China’s Defense Ministry said it is investigating Zhang Youxia, the senior general and one of the two vice chairs of the Central Military Commission, for suspected serious violations of discipline and law. The ministry made the announcement Saturday, according to the Defense Ministry statement.
The same statement said another Central Military Commission figure, Liu Zhenli, has also been placed under investigation by China’s ruling Communist Party. Liu is the chief of staff of the commission’s Joint Staff Department, the top military body in China.
The Defense Ministry statement did not provide any details on the alleged wrongdoing. It also did not specify what the investigation would cover beyond the allegation of violations of discipline and law for Zhang, and the Communist Party investigation involving Liu.
Zhang, who is 75, joined the People’s Liberation Army in 1968 and is a general from its ground forces. His investigation places him among the latest figures to be caught in what the reporting described as a long-running purge of military officials.
The personnel upheaval has also included other senior changes at the commission level. The Communist Party expelled He Weidong, the other vice chair of the Central Military Commission, last October, and replaced him with commission member Zhang Shengmin.
Beyond the commission, the campaign has reached other defense leadership positions as well. In 2024, the party expelled two former defense ministers over corruption charges.
Analysts believe the purges are designed both to reform the military and to ensure loyalty to Chinese leader Xi Jinping, who also chairs the military commission. The reporting said the steps are part of a broader anti-corruption drive that has punished more than 200,000 officials since Xi came to power in 2012.
The announcement about the investigations also comes as Washington released a new defense blueprint that explicitly addresses China’s military role. The Trump administration released a new National Defense Strategy on Friday that acknowledged China as a military power that it said needs to be deterred from dominating the U.S. or its allies.
The strategy said: “This does not require regime change or some other existential struggle.” It added: “Rather, a decent peace, on terms favorable to Americans but that China can also accept and live under, is possible.”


■ **Exercise prompt**
Transcribe only what runs from the line containing "Extract the structured" through the end of the listing, line for line and exactly, and omit the pictures.

=== Begin Enclosure ===

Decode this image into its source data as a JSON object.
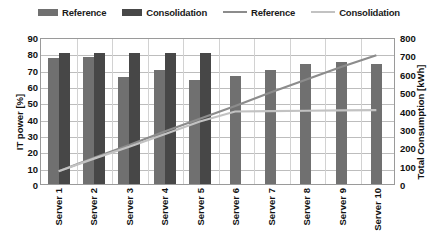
{
  "chart_data": {
    "type": "bar",
    "title": "",
    "xlabel": "",
    "ylabel": "IT power [%]",
    "y2label": "Total Consumption [kWh]",
    "categories": [
      "Server 1",
      "Server 2",
      "Server 3",
      "Server 4",
      "Server 5",
      "Server 6",
      "Server 7",
      "Server 8",
      "Server 9",
      "Server 10"
    ],
    "ylim": [
      0,
      90
    ],
    "y2lim": [
      0,
      800
    ],
    "yticks": [
      0,
      10,
      20,
      30,
      40,
      50,
      60,
      70,
      80,
      90
    ],
    "y2ticks": [
      0,
      100,
      200,
      300,
      400,
      500,
      600,
      700,
      800
    ],
    "grid": true,
    "legend_position": "top",
    "series": [
      {
        "name": "Reference",
        "kind": "bar",
        "axis": "left",
        "color": "#707070",
        "values": [
          77,
          78,
          65.5,
          69.5,
          63.5,
          66,
          69.5,
          73.5,
          74.5,
          73.5
        ]
      },
      {
        "name": "Consolidation",
        "kind": "bar",
        "axis": "left",
        "color": "#474747",
        "values": [
          80,
          80,
          80.5,
          80.5,
          80.5,
          null,
          null,
          null,
          null,
          null
        ]
      },
      {
        "name": "Reference",
        "kind": "line",
        "axis": "right",
        "color": "#8c8c8c",
        "values": [
          70,
          145,
          215,
          290,
          360,
          430,
          505,
          575,
          645,
          710
        ]
      },
      {
        "name": "Consolidation",
        "kind": "line",
        "axis": "right",
        "color": "#c2c2c2",
        "values": [
          70,
          140,
          205,
          275,
          345,
          400,
          402,
          404,
          406,
          408
        ]
      }
    ]
  },
  "legend": {
    "items": [
      {
        "label": "Reference",
        "type": "bar",
        "color": "#707070"
      },
      {
        "label": "Consolidation",
        "type": "bar",
        "color": "#474747"
      },
      {
        "label": "Reference",
        "type": "line",
        "color": "#8c8c8c"
      },
      {
        "label": "Consolidation",
        "type": "line",
        "color": "#c2c2c2"
      }
    ]
  },
  "axes": {
    "left_title": "IT power [%]",
    "right_title": "Total Consumption [kWh]",
    "left_ticks": [
      "90",
      "80",
      "70",
      "60",
      "50",
      "40",
      "30",
      "20",
      "10",
      "0"
    ],
    "right_ticks": [
      "800",
      "700",
      "600",
      "500",
      "400",
      "300",
      "200",
      "100",
      "0"
    ]
  }
}
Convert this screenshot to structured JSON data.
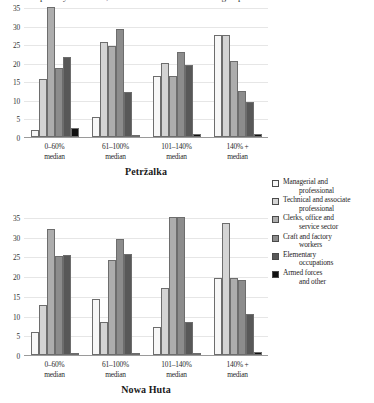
{
  "caption": {
    "text": "in relative poverty risk levels, education and socio-economic groups"
  },
  "legend": {
    "position": "right",
    "items": [
      {
        "label_line1": "Managerial and",
        "label_line2": "professional",
        "color": "#f7f7f7"
      },
      {
        "label_line1": "Technical and associate",
        "label_line2": "professional",
        "color": "#d4d4d4"
      },
      {
        "label_line1": "Clerks, office and",
        "label_line2": "service sector",
        "color": "#adadad"
      },
      {
        "label_line1": "Craft and factory",
        "label_line2": "workers",
        "color": "#8c8c8c"
      },
      {
        "label_line1": "Elementary",
        "label_line2": "occupations",
        "color": "#585858"
      },
      {
        "label_line1": "Armed forces",
        "label_line2": "and other",
        "color": "#111111"
      }
    ]
  },
  "chart_data": [
    {
      "type": "bar",
      "title": "Petržalka",
      "xlabel": "",
      "ylabel": "",
      "ylim": [
        0,
        35
      ],
      "yticks": [
        0,
        5,
        10,
        15,
        20,
        25,
        30,
        35
      ],
      "grid": true,
      "categories": [
        "0–60%\nmedian",
        "61–100%\nmedian",
        "101–140%\nmedian",
        "140% +\nmedian"
      ],
      "categories_display": [
        {
          "line1": "0–60%",
          "line2": "median"
        },
        {
          "line1": "61–100%",
          "line2": "median"
        },
        {
          "line1": "101–140%",
          "line2": "median"
        },
        {
          "line1": "140% +",
          "line2": "median"
        }
      ],
      "series": [
        {
          "name": "Managerial and professional",
          "color": "#f7f7f7",
          "values": [
            2.0,
            5.5,
            16.5,
            27.5
          ]
        },
        {
          "name": "Technical and associate professional",
          "color": "#d4d4d4",
          "values": [
            15.5,
            25.5,
            20.0,
            27.5
          ]
        },
        {
          "name": "Clerks, office and service sector",
          "color": "#adadad",
          "values": [
            35.0,
            24.5,
            16.5,
            20.5
          ]
        },
        {
          "name": "Craft and factory workers",
          "color": "#8c8c8c",
          "values": [
            18.5,
            29.0,
            23.0,
            12.5
          ]
        },
        {
          "name": "Elementary occupations",
          "color": "#585858",
          "values": [
            21.5,
            12.0,
            19.5,
            9.5
          ]
        },
        {
          "name": "Armed forces and other",
          "color": "#111111",
          "values": [
            2.5,
            0.5,
            0.8,
            0.8
          ]
        }
      ]
    },
    {
      "type": "bar",
      "title": "Nowa Huta",
      "xlabel": "",
      "ylabel": "",
      "ylim": [
        0,
        35
      ],
      "yticks": [
        0,
        5,
        10,
        15,
        20,
        25,
        30,
        35
      ],
      "grid": true,
      "categories": [
        "0–60%\nmedian",
        "61–100%\nmedian",
        "101–140%\nmedian",
        "140% +\nmedian"
      ],
      "categories_display": [
        {
          "line1": "0–60%",
          "line2": "median"
        },
        {
          "line1": "61–100%",
          "line2": "median"
        },
        {
          "line1": "101–140%",
          "line2": "median"
        },
        {
          "line1": "140% +",
          "line2": "median"
        }
      ],
      "series": [
        {
          "name": "Managerial and professional",
          "color": "#f7f7f7",
          "values": [
            5.8,
            14.3,
            7.0,
            19.5
          ]
        },
        {
          "name": "Technical and associate professional",
          "color": "#d4d4d4",
          "values": [
            12.7,
            8.5,
            17.0,
            33.5
          ]
        },
        {
          "name": "Clerks, office and service sector",
          "color": "#adadad",
          "values": [
            32.0,
            24.0,
            35.0,
            19.5
          ]
        },
        {
          "name": "Craft and factory workers",
          "color": "#8c8c8c",
          "values": [
            25.2,
            29.5,
            35.0,
            19.0
          ]
        },
        {
          "name": "Elementary occupations",
          "color": "#585858",
          "values": [
            25.3,
            25.5,
            8.5,
            10.5
          ]
        },
        {
          "name": "Armed forces and other",
          "color": "#111111",
          "values": [
            0.0,
            0.0,
            0.0,
            0.8
          ]
        }
      ]
    }
  ]
}
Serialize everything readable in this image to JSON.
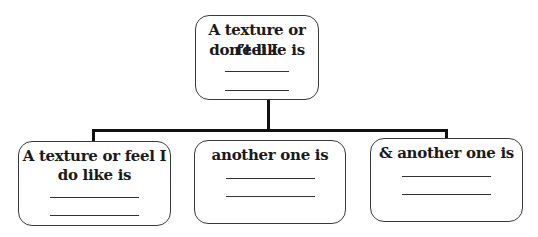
{
  "diagram": {
    "type": "tree",
    "root": {
      "label_line1": "A texture or feel I",
      "label_line2": "don’t like is",
      "blanks": 2
    },
    "children": [
      {
        "label_line1": "A texture or feel I",
        "label_line2": "do like is",
        "blanks": 2
      },
      {
        "label_line1": "another one is",
        "label_line2": "",
        "blanks": 2
      },
      {
        "label_line1": "& another one is",
        "label_line2": "",
        "blanks": 2
      }
    ],
    "colors": {
      "border": "#3a3a3a",
      "connector": "#111111",
      "text": "#1a1a1a",
      "background": "#ffffff"
    }
  }
}
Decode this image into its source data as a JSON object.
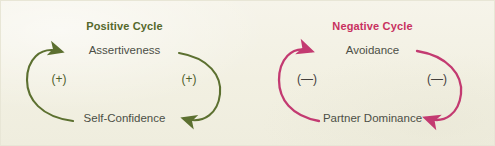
{
  "diagram": {
    "background_color": "#f4f2e6",
    "cycles": [
      {
        "id": "positive",
        "title": "Positive Cycle",
        "title_color": "#55682b",
        "arrow_color": "#5c7030",
        "node_top": "Assertiveness",
        "node_bottom": "Self-Confidence",
        "sign_left": "(+)",
        "sign_right": "(+)",
        "sign_color": "#4e5d2a",
        "node_color": "#4c4f46"
      },
      {
        "id": "negative",
        "title": "Negative Cycle",
        "title_color": "#c8315f",
        "arrow_color": "#c33a71",
        "node_top": "Avoidance",
        "node_bottom": "Partner Dominance",
        "sign_left": "(—)",
        "sign_right": "(—)",
        "sign_color": "#44403c",
        "node_color": "#4c4f46"
      }
    ],
    "icons": {
      "arrow_up_left_arc": "arc-arrow-counterclockwise-icon",
      "arrow_down_right_arc": "arc-arrow-clockwise-icon"
    }
  }
}
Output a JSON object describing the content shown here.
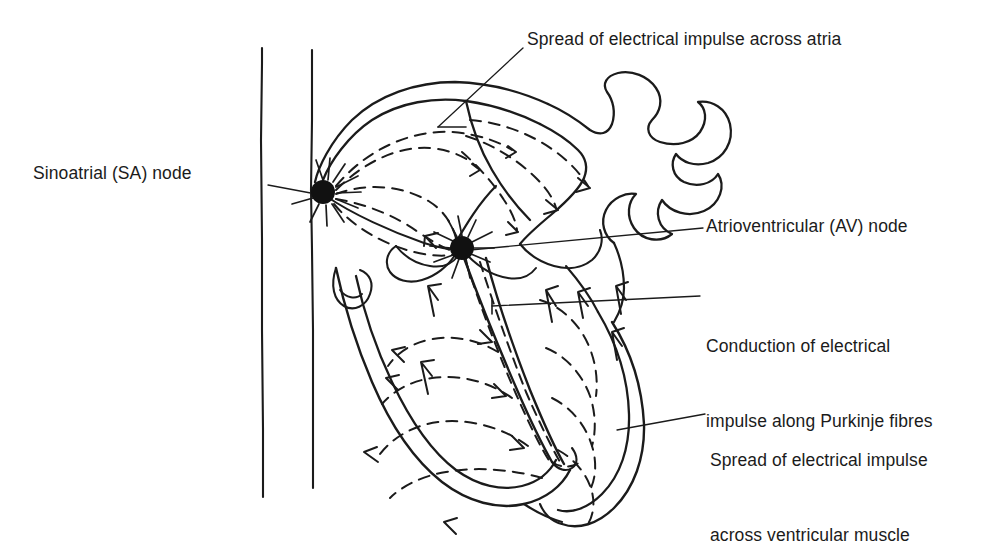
{
  "figure": {
    "type": "anatomical-line-diagram",
    "background_color": "#ffffff",
    "stroke_color": "#1b1b1b",
    "node_color": "#111111",
    "label_color": "#1b1b1b"
  },
  "labels": {
    "sa_node": "Sinoatrial (SA) node",
    "spread_atria": "Spread of electrical impulse across atria",
    "av_node": "Atrioventricular (AV) node",
    "purkinje_line1": "Conduction of electrical",
    "purkinje_line2": "impulse along Purkinje fibres",
    "ventricle_line1": "Spread of electrical impulse",
    "ventricle_line2": "across ventricular muscle"
  },
  "nodes": [
    {
      "name": "sa-node",
      "label": "Sinoatrial (SA) node",
      "x": 323,
      "y": 192,
      "radius": 12
    },
    {
      "name": "av-node",
      "label": "Atrioventricular (AV) node",
      "x": 462,
      "y": 248,
      "radius": 12
    }
  ],
  "leader_lines": [
    {
      "name": "sa-node-leader",
      "from": [
        268,
        185
      ],
      "to": [
        316,
        194
      ]
    },
    {
      "name": "atria-leader",
      "from": [
        523,
        48
      ],
      "to": [
        438,
        127
      ]
    },
    {
      "name": "av-node-leader",
      "from": [
        703,
        228
      ],
      "to": [
        470,
        250
      ]
    },
    {
      "name": "purkinje-leader",
      "from": [
        700,
        296
      ],
      "to": [
        492,
        306
      ]
    },
    {
      "name": "ventricle-leader",
      "from": [
        705,
        414
      ],
      "to": [
        617,
        430
      ]
    }
  ],
  "structures": [
    "superior vena cava",
    "right atrium",
    "left atrium",
    "pulmonary veins",
    "tricuspid valve",
    "mitral valve",
    "interventricular septum",
    "right ventricle",
    "left ventricle",
    "cardiac apex"
  ],
  "impulse_paths": {
    "atrial_spread": "dashed arcs radiating from SA node to AV node and across both atria",
    "purkinje": "dashed lines descending the interventricular septum from the AV node",
    "ventricular_spread": "dashed arcs sweeping upward through right and left ventricular walls"
  }
}
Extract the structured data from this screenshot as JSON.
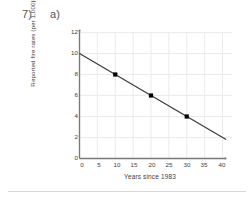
{
  "problem": {
    "number_label": "7)",
    "part_label": "a)"
  },
  "chart_data": {
    "type": "scatter",
    "title": "",
    "xlabel": "Years since 1983",
    "ylabel": "Reported fire rates (per 1,000)",
    "xlim": [
      0,
      42
    ],
    "ylim": [
      0,
      12
    ],
    "xticks": [
      0,
      5,
      10,
      15,
      20,
      25,
      30,
      35,
      40
    ],
    "yticks": [
      0,
      2,
      4,
      6,
      8,
      10,
      12
    ],
    "xtick_labels": [
      "0",
      "5",
      "10",
      "15",
      "20",
      "25",
      "30",
      "35",
      "40"
    ],
    "ytick_labels": [
      "0",
      "2",
      "4",
      "6",
      "8",
      "10",
      "12"
    ],
    "grid": true,
    "grid_color": "#ebebeb",
    "legend": null,
    "axis_color": "#7a7a7a",
    "marker_color": "#000000",
    "line_color": "#3a3a3a",
    "points": [
      {
        "x": 10,
        "y": 8
      },
      {
        "x": 20,
        "y": 6
      },
      {
        "x": 30,
        "y": 4
      }
    ],
    "trendline": {
      "label": "fitted line",
      "intercept": 10,
      "slope": -0.2,
      "x_start": 0,
      "y_start": 10,
      "x_end": 41,
      "y_end": 1.8
    }
  }
}
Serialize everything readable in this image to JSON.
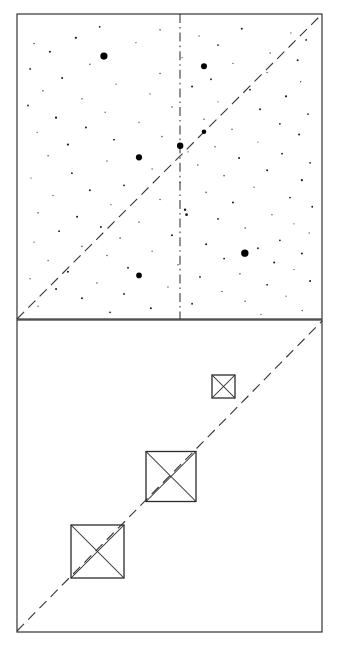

=== End Enclosure ===

■ **Output of the exercise**
Extract the structured data from this screenshot as JSON.
{
  "problem": {
    "number_label": "7)",
    "part_label": "a)"
  },
  "chart_data": {
    "type": "scatter",
    "title": "",
    "xlabel": "Years since 1983",
    "ylabel": "Reported fire rates (per 1,000)",
    "xlim": [
      0,
      42
    ],
    "ylim": [
      0,
      12
    ],
    "xticks": [
      0,
      5,
      10,
      15,
      20,
      25,
      30,
      35,
      40
    ],
    "yticks": [
      0,
      2,
      4,
      6,
      8,
      10,
      12
    ],
    "xtick_labels": [
      "0",
      "5",
      "10",
      "15",
      "20",
      "25",
      "30",
      "35",
      "40"
    ],
    "ytick_labels": [
      "0",
      "2",
      "4",
      "6",
      "8",
      "10",
      "12"
    ],
    "grid": true,
    "grid_color": "#ebebeb",
    "legend": null,
    "axis_color": "#7a7a7a",
    "marker_color": "#000000",
    "line_color": "#3a3a3a",
    "points": [
      {
        "x": 10,
        "y": 8
      },
      {
        "x": 20,
        "y": 6
      },
      {
        "x": 30,
        "y": 4
      }
    ],
    "trendline": {
      "label": "fitted line",
      "intercept": 10,
      "slope": -0.2,
      "x_start": 0,
      "y_start": 10,
      "x_end": 41,
      "y_end": 1.8
    }
  }
}
Serialize everything readable in this image to JSON.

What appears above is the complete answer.